- Heinlein, Robert A. and Spider Robinson.
Variable Star.
New York: Tor, 2006.
ISBN 0-7653-1312-X.
-
After the death of Virginia Heinlein in 2003, curators of the Heinlein
papers she had deeded to the
Heinlein Prize Trust discovered
notes for a “juvenile” novel which Heinlein had plotted in
1955 but never got around to writing. Through a somewhat
serendipitous process, Spider Robinson, who The New York Times
Book Review called “the new Robert Heinlein” in
1982 (when the original Robert Heinlein was still very much
on the scene—I met him in 1984, and his last novel was published
in 1987, the year before his death), was tapped to
“finish” the novel from the notes. To his horror (as
described in the afterword in this volume), Robinson discovered the
extant notes stopped in mid-sentence, in the middle of the story, with
no clue as to the ending Heinlein intended. Taking some comments
Heinlein made in a radio interview as the point of departure,
Robinson rose to the challenge, cranking in a plot twist worthy
of the Grandmaster.
Taking on a task like this is to expose oneself to carping
and criticism from purists, but to this Heinlein fan who reads
for the pleasure of it, Spider Robinson has acquitted himself
superbly here. He deftly blends events in recent decades into
the Future History timeline, and even hints at a plausible way
current events could lead to the rise of the Prophet. It is
a little disconcerting to encounter
Simpsons
allusions in a time line in which Leslie LeCroix of Harriman
Enterprises was the first to land on the Moon, but recurring
Heinlein themes are blended into the story line in such
a way that you're tempted to think that this is the way
Heinlein would have written such a book, were he still writing
today. The language and situations are substantially more
racy than the classic Heinlein juveniles, but not out of line
with Heinlein's novels of the 1970s and 80s.
Sigh…aren't there any adults on the
editorial staff at Tor? First they let three misspellings of
Asimov's character Hari Seldon slip through in Orson Scott
Card's Empire,
and now the very first time the Prophet appears
on p. 186, his first name is missing the final “h;”, and
on p. 310 the title of Heinlein's first juvenile,
Rocket Ship Galileo is
given as “Rocketship Galileo”. Readers intrigued
by the saxophone references in the novel may wish to check out
The Devil's Horn, which
discusses, among many other things, the possible connection between
“circular breathing” and the mortality rate of
saxophonists (and I always just thought it was that “cool
kills”).
As you're reading this novel, you may find yourself somewhere
around two hundred pages in, looking at the rapidly dwindling
hundred-odd pages to go, and wondering is anything ever
going to happen? Keep turning those pages—you
will not be disappointed. Nor, I think, would Heinlein,
wherever he is, regarding this realisation of his vision
half a century after he consigned it to a file drawer.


TASK DETAILS
Show only those lines of the entries where the string "Chevron" is found.

DATASET CONTENT
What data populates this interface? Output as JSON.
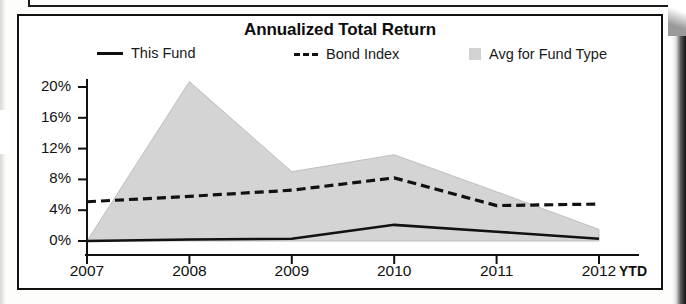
{
  "chart": {
    "title": "Annualized Total Return",
    "x_axis_suffix": "YTD"
  },
  "legend": {
    "items": [
      {
        "label": "This Fund",
        "marker": "solid-line",
        "color": "#111111"
      },
      {
        "label": "Bond Index",
        "marker": "dashed-line",
        "color": "#111111"
      },
      {
        "label": "Avg for Fund Type",
        "marker": "area-swatch",
        "color": "#d2d2d2"
      }
    ]
  },
  "chart_data": {
    "type": "line",
    "title": "Annualized Total Return",
    "xlabel": "",
    "ylabel": "",
    "x": [
      "2007",
      "2008",
      "2009",
      "2010",
      "2011",
      "2012"
    ],
    "categories": [
      "2007",
      "2008",
      "2009",
      "2010",
      "2011",
      "2012"
    ],
    "tick_labels": {
      "y": [
        "0%",
        "4%",
        "8%",
        "12%",
        "16%",
        "20%"
      ],
      "x": [
        "2007",
        "2008",
        "2009",
        "2010",
        "2011",
        "2012"
      ]
    },
    "ylim": [
      0,
      20
    ],
    "ytick_values": [
      0,
      4,
      8,
      12,
      16,
      20
    ],
    "grid": false,
    "legend_position": "top",
    "series": [
      {
        "name": "This Fund",
        "style": "solid",
        "color": "#111111",
        "values": [
          0.0,
          0.2,
          0.3,
          2.1,
          1.2,
          0.3
        ]
      },
      {
        "name": "Bond Index",
        "style": "dashed",
        "color": "#111111",
        "values": [
          5.1,
          5.8,
          6.6,
          8.2,
          4.6,
          4.8
        ]
      },
      {
        "name": "Avg for Fund Type",
        "style": "area",
        "color": "#d2d2d2",
        "upper_values": [
          0.0,
          20.7,
          9.0,
          11.2,
          6.4,
          1.5
        ],
        "lower_values": [
          0.0,
          0.0,
          0.0,
          0.0,
          0.0,
          0.0
        ]
      }
    ]
  },
  "y_ticks": [
    {
      "label": "20%",
      "value": 20
    },
    {
      "label": "16%",
      "value": 16
    },
    {
      "label": "12%",
      "value": 12
    },
    {
      "label": "8%",
      "value": 8
    },
    {
      "label": "4%",
      "value": 4
    },
    {
      "label": "0%",
      "value": 0
    }
  ],
  "x_ticks": [
    {
      "label": "2007"
    },
    {
      "label": "2008"
    },
    {
      "label": "2009"
    },
    {
      "label": "2010"
    },
    {
      "label": "2011"
    },
    {
      "label": "2012"
    }
  ]
}
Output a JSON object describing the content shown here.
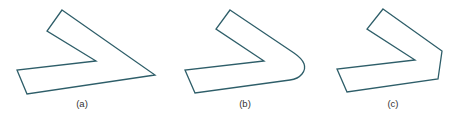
{
  "figure": {
    "stroke_color": "#2e5e69",
    "background": "#ffffff",
    "panels": [
      {
        "id": "a",
        "label": "(a)",
        "description": "Chevron outline with sharp (miter) outer corner",
        "path": "M62,10 L155,75 L27,94 L17,70 L96,61 L47,31 Z",
        "label_x": 82,
        "label_y": 107
      },
      {
        "id": "b",
        "label": "(b)",
        "description": "Chevron outline with rounded outer corner",
        "path": "M230,10 L294,53 Q310,64 302,74 Q298,79 290,80 L195,93 L185,70 L264,61 L216,29 Z",
        "label_x": 245,
        "label_y": 107
      },
      {
        "id": "c",
        "label": "(c)",
        "description": "Chevron outline with beveled outer corner",
        "path": "M383,9 L442,51 L438,79 L347,92 L337,69 L415,60 L367,29 Z",
        "label_x": 393,
        "label_y": 107
      }
    ]
  }
}
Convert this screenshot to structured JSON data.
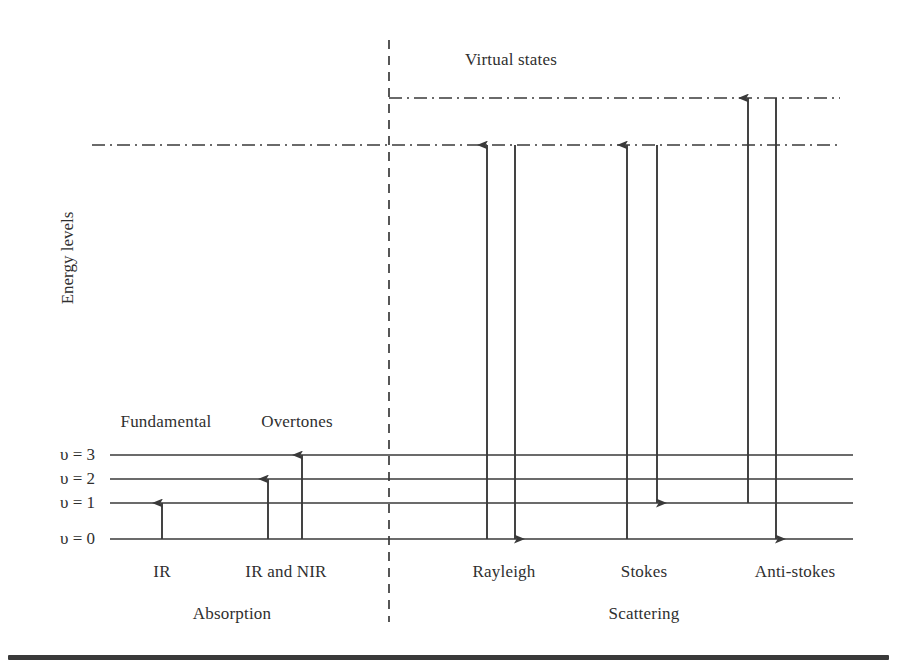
{
  "figure": {
    "title_region_label": "Virtual states",
    "y_axis_label": "Energy levels",
    "background_color": "#ffffff",
    "line_color": "#3a3a3a",
    "text_color": "#2f2f2f"
  },
  "vibrational_levels": [
    {
      "id": "v3",
      "label": "υ = 3",
      "y": 455
    },
    {
      "id": "v2",
      "label": "υ = 2",
      "y": 479
    },
    {
      "id": "v1",
      "label": "υ = 1",
      "y": 503
    },
    {
      "id": "v0",
      "label": "υ = 0",
      "y": 539
    }
  ],
  "virtual_states": [
    {
      "id": "virtual-upper",
      "y": 98,
      "x_start": 389,
      "x_end": 840,
      "style": "dash-dot"
    },
    {
      "id": "virtual-lower",
      "y": 145,
      "x_start": 92,
      "x_end": 840,
      "style": "dash-dot"
    }
  ],
  "divider": {
    "id": "absorption-scattering-divider",
    "x": 389,
    "y_start": 40,
    "y_end": 622,
    "style": "dashed"
  },
  "transitions": [
    {
      "id": "ir-fundamental",
      "x": 162,
      "from_y": 539,
      "to_y": 503,
      "direction": "up"
    },
    {
      "id": "overtone-v2",
      "x": 268,
      "from_y": 539,
      "to_y": 479,
      "direction": "up"
    },
    {
      "id": "overtone-v3",
      "x": 302,
      "from_y": 539,
      "to_y": 455,
      "direction": "up"
    },
    {
      "id": "rayleigh-excite",
      "x": 487,
      "from_y": 539,
      "to_y": 145,
      "direction": "up"
    },
    {
      "id": "rayleigh-emit",
      "x": 515,
      "from_y": 145,
      "to_y": 539,
      "direction": "down"
    },
    {
      "id": "stokes-excite",
      "x": 627,
      "from_y": 539,
      "to_y": 145,
      "direction": "up"
    },
    {
      "id": "stokes-emit",
      "x": 657,
      "from_y": 145,
      "to_y": 503,
      "direction": "down"
    },
    {
      "id": "antistokes-excite",
      "x": 748,
      "from_y": 503,
      "to_y": 98,
      "direction": "up"
    },
    {
      "id": "antistokes-emit",
      "x": 776,
      "from_y": 98,
      "to_y": 539,
      "direction": "down"
    }
  ],
  "annotations": {
    "fundamental": {
      "text": "Fundamental",
      "x": 166,
      "y": 413
    },
    "overtones": {
      "text": "Overtones",
      "x": 297,
      "y": 413
    },
    "virtual_states": {
      "text": "Virtual states",
      "x": 511,
      "y": 51
    }
  },
  "process_labels": [
    {
      "id": "ir",
      "text": "IR",
      "x": 162,
      "y": 563
    },
    {
      "id": "ir-and-nir",
      "text": "IR and NIR",
      "x": 286,
      "y": 563
    },
    {
      "id": "rayleigh",
      "text": "Rayleigh",
      "x": 504,
      "y": 563
    },
    {
      "id": "stokes",
      "text": "Stokes",
      "x": 644,
      "y": 563
    },
    {
      "id": "anti-stokes",
      "text": "Anti-stokes",
      "x": 795,
      "y": 563
    }
  ],
  "group_labels": [
    {
      "id": "absorption",
      "text": "Absorption",
      "x": 232,
      "y": 605
    },
    {
      "id": "scattering",
      "text": "Scattering",
      "x": 644,
      "y": 605
    }
  ],
  "level_line_extent": {
    "x_start": 110,
    "x_end": 853
  },
  "chart_data": {
    "type": "diagram",
    "ylabel": "Energy levels",
    "ground_state_levels": [
      "υ = 0",
      "υ = 1",
      "υ = 2",
      "υ = 3"
    ],
    "virtual_state_count": 2,
    "processes": [
      {
        "name": "IR",
        "group": "Absorption",
        "type": "Fundamental",
        "start_level": "υ = 0",
        "end_level": "υ = 1"
      },
      {
        "name": "IR and NIR",
        "group": "Absorption",
        "type": "Overtones",
        "start_level": "υ = 0",
        "end_level": "υ = 2 and υ = 3"
      },
      {
        "name": "Rayleigh",
        "group": "Scattering",
        "start_level": "υ = 0",
        "virtual_state": "lower",
        "end_level": "υ = 0"
      },
      {
        "name": "Stokes",
        "group": "Scattering",
        "start_level": "υ = 0",
        "virtual_state": "lower",
        "end_level": "υ = 1"
      },
      {
        "name": "Anti-stokes",
        "group": "Scattering",
        "start_level": "υ = 1",
        "virtual_state": "upper",
        "end_level": "υ = 0"
      }
    ]
  }
}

OUTPUT
        "description": "Chevron outline with sharp (miter) outer corner",
        "description": "Chevron outline with rounded outer corner",
        "description": "Chevron outline with beveled outer corner",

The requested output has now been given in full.